Ed Norton, who writes, produces, directs and stars, has radically steered away from the book, changing the time period from the 1990s to the 1950s, and basically jettisoning everything which occurs after the inciting incident. In many ways he has come up with a more compelling, more relevant story, but it's all wrapped in the all-too familiar tropes of a film noir.
The checklist:
• Voiceover narration. Check.
• Moody, Edward Hopper style cinematography. Check.
• A beautiful, mysterious woman. Check.
• Classic cars which go "Awooooga" when you hit the horn. Check.
• An underbelly of corruption our hero can't begin to comprehend. Check.
It seems as if he wanted to make his own Chinatown or L.A. Confidential and decided to shoehorn the bones of the novel into the genre to satisfy his itch. With an incredible cast and a look at how New York City developed into the city we know today because of racist development policies, Norton has made a film worth seeing. Its punishing length, however, merely serviceable direction, and a too light tone keep it from crossing over into the classic territory of the great noirs.

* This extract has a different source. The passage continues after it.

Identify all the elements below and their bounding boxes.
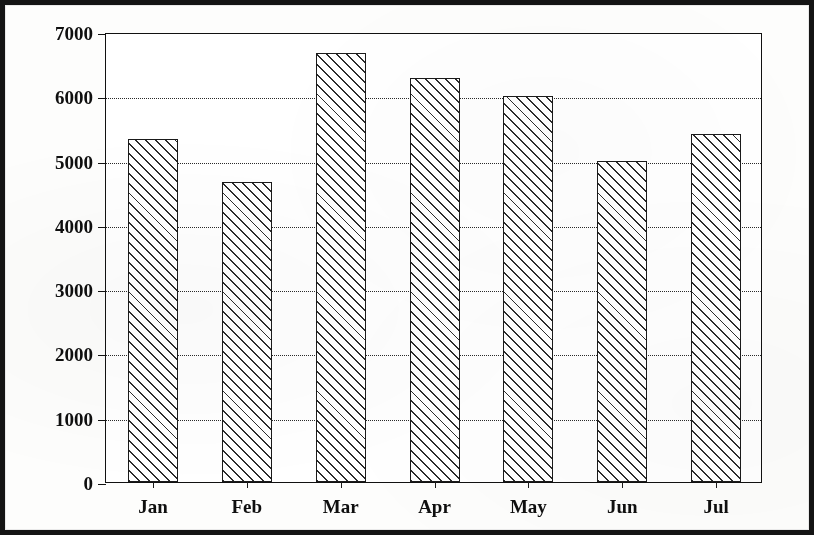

Norton plays Lionel Essrog, one of a quartet of former orphans "adopted" by Frank Minna (Bruce Willis in a warm turn) to work at his detective agency. After an amusing slow speed chase, someone ends up dead and Lionel and his cohorts, played by Bobby Cannavale, Dallas Roberts and Ethan Suplee, get to work to solve the crime. With limited clues, Lionel, who soon breaks from the pack and works alone, leans into his disorder and photographic memory to go down the rabbit hole of NYC corruption.
Along the way, he meets a black female attorney named Laura (Gugu Mbatha-Raw) who fights the injustice of urban planning wrought by Moses Randolph (Alec Baldwin), based on Robert Moses, a real titan of NYC, who presaged the rise of the Donald Trumps of the world. The film provides an invaluable history lesson of the city which will prevent you from ever looking at its bridges the same way again.
With fine, memorable turns from Leslie Mann, Willem Dafoe, Michael Kenneth Williams, Cherry Jones, it's still Baldwin who delivers the best performance in a blazing, scary turn not seen from him since Glengarry Glen Ross. He's a classic villain who thinks his actions are for the greater good even as he spouts racist ideology, abuses women, and tramples all over human rights. Remind you of anyone currently occupying 1600 Pennsylvania Avenue?
Norton brings a sweet energy to his detective, allowing us to simultaneously empathize and stand in awe of his character's special gifts. He makes for quite an original romantic lead, giving his scenes with Mbatha-Raw a special kick. He stands up for what's right, but in true noir fashion, the steamrolling ahead of someone's twisted version of an urban utopia cannot be stopped. Instead, Essrog makes a low key, low stakes decision in the end. As such, the film lacks the bitter nihilism of its predecessors.
In an interview with Norton at the screening I attended, he claimed a more foreboding ending would not go down easily in these tense times. This may be true, but it leaves us with a slightly upbeat, toothless film. I still recommend it for the troublesome past it resurrects, along with an engaging story and game cast. Norton takes a big swing here, but I can't help but thinking this would have resonated more from a character and story perspective had it remained set in the 90s. Norton, though, made a film lover's decision and gets major points for shining a light on the ugliness of a city's history. Unfortunately, noir is meant to be dark, and this film sidesteps the defining characteristic of its genre. It looks like noir, but, to paraphrase the classic, "Forget it, folks. It's not Chinatown."